Two years of collaboration between researchers from Taiwan, the US and South Korea recently found that the outer Solar System might not be as crowded as astronomers thought.
The Taiwanese-American Occultation Survey (TAOS) — a cooperation project between Academia Sinica’s Institute of Astronomy and Astrophysics, the Harvard-Smithsonian Center for Astrophysics, the Lawrence Livermore National Laboratory’s Institute of Geophysics and Planetary Physics, National Central University’s (NCU) Institute of Astronomy and Yonsei University in South Korea — observed orbiting objects in the Kuiper Belt, the region beyond Neptune, since 2005, NCU said in a press release yesterday.
The research targeted objects — mostly chunks of rocks or ice — between 3km and 28km in diameter by recording the luminosity of stars as the objects passed and occluded them, NCU said.
The method made TAOS the only research team in the world that could probe these objects, as they were too small to be seen directly through a telescope, the school said.
“We were able to observe the outer Solar System ... These objects were very small, only larger than an ordinary track field,” NCU professor of astrology Chen Wen-ping (陳文屏) said.
Analysis of some 7 billion bits of data collected by the project over the past two years showed that no occultation was recorded, NCU said.
NCU vice chancellor Ip Wing-huen (葉永烜), a noted astronomer in Taiwan, said the research team estimated there were between 10 times to 100 times less orbiting objects in the Kuiper Belt than astronomers had previously estimated.
The research was published in the Astrophysical Journal Letters last Wednesday.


AIM OF THE EXERCISE:
Find all the lines in the entries below that hold the word "standard" and copy them.

DATA RECORDS:
• • • • • • •

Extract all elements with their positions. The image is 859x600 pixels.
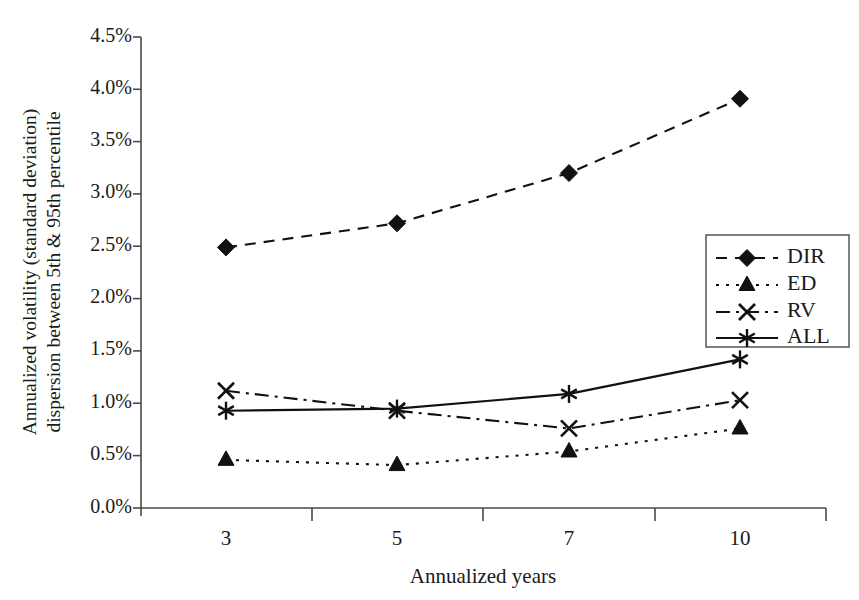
series-all-marker-3 bbox=[732, 350, 748, 368]
series-rv-marker-3 bbox=[732, 392, 748, 408]
x-tick-label-3: 10 bbox=[730, 526, 751, 550]
series-dir-marker-0 bbox=[218, 239, 235, 256]
y-axis-title-line2: dispersion between 5th & 95th percentile bbox=[43, 111, 64, 432]
y-tick-label-2: 1.0% bbox=[90, 390, 132, 412]
chart-container: Annualized volatility (standard deviatio… bbox=[0, 0, 859, 600]
series-dir-marker-1 bbox=[389, 215, 406, 232]
y-axis-title: Annualized volatility (standard deviatio… bbox=[19, 109, 64, 436]
series-ed-marker-1 bbox=[389, 456, 405, 471]
series-ed-line bbox=[226, 429, 740, 466]
series-ed-marker-0 bbox=[218, 451, 234, 466]
y-tick-labels: 0.0% 0.5% 1.0% 1.5% 2.0% 2.5% 3.0% 3.5% … bbox=[90, 24, 132, 517]
y-tick-label-0: 0.0% bbox=[90, 495, 132, 517]
chart-legend: DIR ED RV bbox=[706, 235, 849, 348]
y-tick-label-5: 2.5% bbox=[90, 233, 132, 255]
y-tick-label-4: 2.0% bbox=[90, 285, 132, 307]
x-tick-label-0: 3 bbox=[221, 526, 232, 550]
x-tick-labels: 3 5 7 10 bbox=[221, 526, 751, 550]
series-all bbox=[218, 350, 748, 419]
x-tick-label-2: 7 bbox=[564, 526, 575, 550]
y-tick-label-9: 4.5% bbox=[90, 24, 132, 46]
x-axis-title: Annualized years bbox=[410, 564, 556, 588]
legend-label-all: ALL bbox=[787, 323, 830, 348]
series-ed-marker-3 bbox=[732, 419, 748, 434]
y-axis-title-line1: Annualized volatility (standard deviatio… bbox=[19, 109, 41, 436]
series-dir bbox=[218, 90, 749, 256]
y-tick-label-1: 0.5% bbox=[90, 442, 132, 464]
line-chart: Annualized volatility (standard deviatio… bbox=[0, 0, 859, 600]
legend-label-dir: DIR bbox=[787, 243, 825, 268]
y-tick-label-7: 3.5% bbox=[90, 128, 132, 150]
series-dir-marker-3 bbox=[732, 90, 749, 107]
x-axis bbox=[141, 508, 826, 521]
legend-label-rv: RV bbox=[787, 297, 816, 322]
series-dir-marker-2 bbox=[561, 165, 578, 182]
y-tick-label-6: 3.0% bbox=[90, 180, 132, 202]
y-axis bbox=[133, 37, 141, 508]
y-tick-label-8: 4.0% bbox=[90, 76, 132, 98]
legend-label-ed: ED bbox=[787, 270, 816, 295]
series-ed-marker-2 bbox=[561, 442, 577, 457]
series-dir-line bbox=[226, 99, 740, 248]
x-tick-label-1: 5 bbox=[392, 526, 403, 550]
series-ed bbox=[218, 419, 748, 470]
y-tick-label-3: 1.5% bbox=[90, 337, 132, 359]
series-all-line bbox=[226, 359, 740, 410]
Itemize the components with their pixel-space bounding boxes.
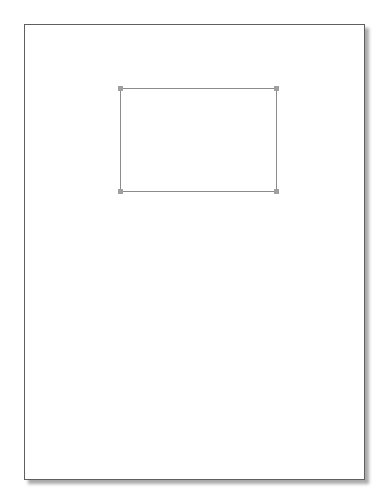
resize-handle-top-right[interactable] [274, 86, 279, 91]
resize-handle-top-left[interactable] [118, 86, 123, 91]
resize-handle-bottom-right[interactable] [274, 189, 279, 194]
resize-handle-bottom-left[interactable] [118, 189, 123, 194]
drawing-workspace [0, 0, 383, 503]
rectangle-shape[interactable] [120, 88, 277, 192]
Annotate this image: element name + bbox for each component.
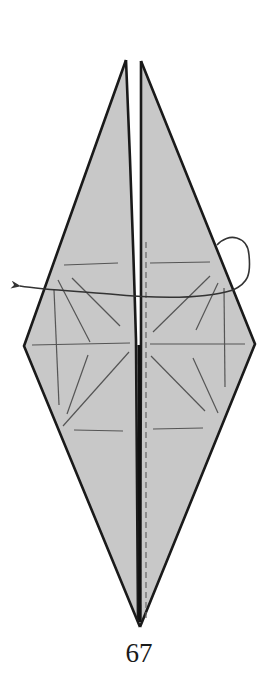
center-spine	[139, 345, 140, 622]
step-number: 67	[0, 638, 278, 668]
origami-diagram	[0, 0, 278, 673]
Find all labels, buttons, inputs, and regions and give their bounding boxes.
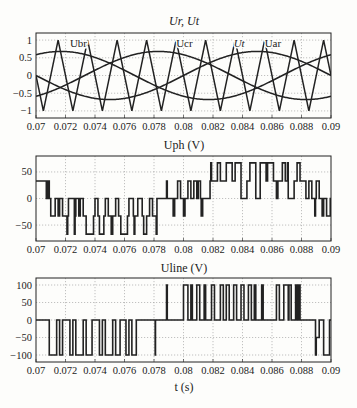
plot1-title: Ur, Ut — [34, 14, 334, 29]
y-tick-label: 50 — [22, 166, 33, 177]
x-tick-label: 0.09 — [322, 121, 340, 132]
x-tick-label: 0.074 — [83, 365, 107, 376]
x-tick-label: 0.072 — [54, 121, 78, 132]
series-ut — [36, 40, 331, 111]
y-tick-label: −100 — [10, 350, 32, 361]
x-tick-label: 0.084 — [231, 365, 255, 376]
annotation-ucr: Ucr — [176, 37, 193, 49]
x-tick-label: 0.082 — [201, 365, 225, 376]
x-tick-label: 0.09 — [322, 365, 340, 376]
plot2-title-text: Uph (V) — [164, 138, 204, 152]
x-tick-label: 0.084 — [231, 121, 255, 132]
annotation-uar: Uar — [265, 37, 282, 49]
plot3-title: Uline (V) — [34, 261, 334, 276]
x-tick-label: 0.082 — [201, 121, 225, 132]
y-tick-label: −0.5 — [13, 88, 32, 99]
y-tick-label: 50 — [22, 297, 33, 308]
x-tick-label: 0.072 — [54, 365, 78, 376]
x-tick-label: 0.08 — [174, 244, 192, 255]
y-tick-label: 100 — [16, 280, 32, 291]
figure-canvas: 0.070.0720.0740.0760.0780.080.0820.0840.… — [0, 0, 357, 408]
x-tick-label: 0.088 — [290, 365, 314, 376]
series-uph — [36, 163, 331, 234]
x-tick-label: 0.08 — [174, 365, 192, 376]
y-tick-label: −1 — [21, 105, 32, 116]
y-tick-label: −50 — [16, 220, 32, 231]
x-tick-label: 0.078 — [142, 365, 166, 376]
x-tick-label: 0.086 — [260, 365, 284, 376]
x-tick-label: 0.074 — [83, 244, 107, 255]
plot2-title: Uph (V) — [34, 138, 334, 153]
x-tick-label: 0.086 — [260, 244, 284, 255]
x-tick-label: 0.076 — [113, 121, 137, 132]
y-tick-label: 0 — [27, 315, 32, 326]
x-tick-label: 0.072 — [54, 244, 78, 255]
plot-ur-ut: 0.070.0720.0740.0760.0780.080.0820.0840.… — [13, 33, 340, 132]
x-tick-label: 0.07 — [27, 244, 45, 255]
y-tick-label: 0 — [27, 193, 32, 204]
x-tick-label: 0.07 — [27, 365, 45, 376]
y-tick-label: 0 — [27, 70, 32, 81]
x-tick-label: 0.08 — [174, 121, 192, 132]
plot-uph: 0.070.0720.0740.0760.0780.080.0820.0840.… — [16, 156, 341, 255]
x-tick-label: 0.088 — [290, 244, 314, 255]
x-axis-label-text: t (s) — [175, 380, 194, 394]
x-tick-label: 0.078 — [142, 244, 166, 255]
x-tick-label: 0.082 — [201, 244, 225, 255]
plot3-title-text: Uline (V) — [161, 261, 207, 275]
y-tick-label: 0.5 — [19, 52, 32, 63]
x-tick-label: 0.084 — [231, 244, 255, 255]
x-tick-label: 0.07 — [27, 121, 45, 132]
annotation-ubr: Ubr — [70, 37, 87, 49]
x-tick-label: 0.076 — [113, 365, 137, 376]
x-tick-label: 0.086 — [260, 121, 284, 132]
x-tick-label: 0.09 — [322, 244, 340, 255]
x-tick-label: 0.076 — [113, 244, 137, 255]
x-axis-label: t (s) — [34, 380, 334, 395]
plot1-title-text: Ur, Ut — [169, 14, 199, 28]
x-tick-label: 0.078 — [142, 121, 166, 132]
y-tick-label: −50 — [16, 332, 32, 343]
y-tick-label: 1 — [27, 35, 32, 46]
x-tick-label: 0.074 — [83, 121, 107, 132]
plot-uline: 0.070.0720.0740.0760.0780.080.0820.0840.… — [10, 278, 340, 376]
x-tick-label: 0.088 — [290, 121, 314, 132]
annotation-ut: Ut — [234, 37, 246, 49]
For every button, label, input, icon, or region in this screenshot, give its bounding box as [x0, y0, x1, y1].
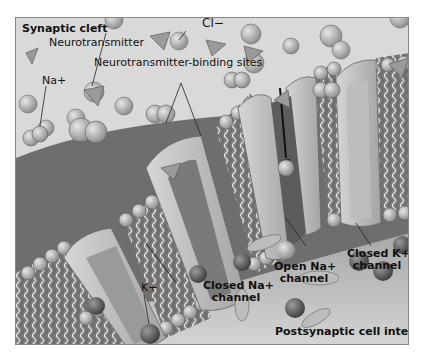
- binding-sites-label: Neurotransmitter-binding sites: [94, 57, 262, 69]
- closed-k-channel: [336, 60, 381, 227]
- sodium-ion-label: Na+: [42, 75, 66, 87]
- cell-interior-label: Postsynaptic cell interior: [275, 326, 409, 338]
- chloride-ion-label: Cl−: [202, 17, 224, 29]
- open-na-channel-label: Open Na+ channel: [274, 261, 334, 285]
- closed-k-channel-label: Closed K+ channel: [347, 248, 407, 272]
- synapse-illustration: Synaptic cleft Cl− Neurotransmitter Neur…: [15, 17, 409, 345]
- closed-na-channel-label: Closed Na+ channel: [203, 280, 269, 304]
- potassium-ion-label: K+: [141, 282, 157, 294]
- synaptic-cleft-label: Synaptic cleft: [22, 23, 107, 35]
- neurotransmitter-label: Neurotransmitter: [49, 37, 144, 49]
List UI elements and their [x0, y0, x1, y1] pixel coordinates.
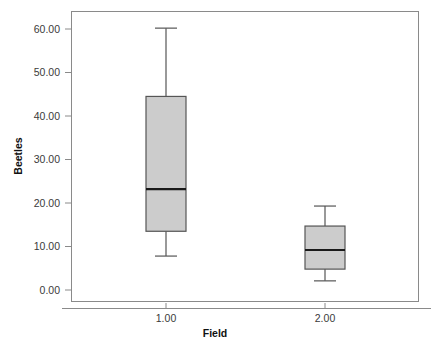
y-axis-title: Beetles — [12, 137, 24, 175]
box-iqr-rect — [146, 96, 186, 231]
x-axis-title: Field — [203, 327, 228, 339]
y-axis-ticks: 0.0010.0020.0030.0040.0050.0060.00 — [34, 23, 72, 296]
x-tick-label: 2.00 — [315, 312, 336, 324]
y-tick-label: 20.00 — [34, 197, 60, 209]
boxplot-canvas: 0.0010.0020.0030.0040.0050.0060.00 Beetl… — [0, 0, 431, 348]
y-tick-label: 30.00 — [34, 153, 60, 165]
plot-frame — [72, 12, 419, 302]
x-axis-ticks: 1.002.00 — [156, 303, 336, 324]
y-tick-label: 10.00 — [34, 240, 60, 252]
y-tick-label: 50.00 — [34, 66, 60, 78]
box-iqr-rect — [305, 226, 345, 269]
box-plot-1.00 — [146, 28, 186, 256]
box-plot-series — [146, 28, 345, 281]
boxplot-chart: 0.0010.0020.0030.0040.0050.0060.00 Beetl… — [0, 0, 431, 348]
box-plot-2.00 — [305, 206, 345, 281]
y-tick-label: 40.00 — [34, 110, 60, 122]
y-tick-label: 60.00 — [34, 23, 60, 35]
y-tick-label: 0.00 — [40, 284, 61, 296]
x-tick-label: 1.00 — [156, 312, 177, 324]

• • • • • • •

ANSWER TO THIS TASK:
chart-container: Annualized volatility (standard deviatio… bbox=[0, 0, 859, 600]
y-axis-title: Annualized volatility (standard deviatio… bbox=[19, 109, 64, 436]
y-axis-title-line1: Annualized volatility (standard deviatio… bbox=[19, 109, 41, 436]
line-chart: Annualized volatility (standard deviatio… bbox=[0, 0, 859, 600]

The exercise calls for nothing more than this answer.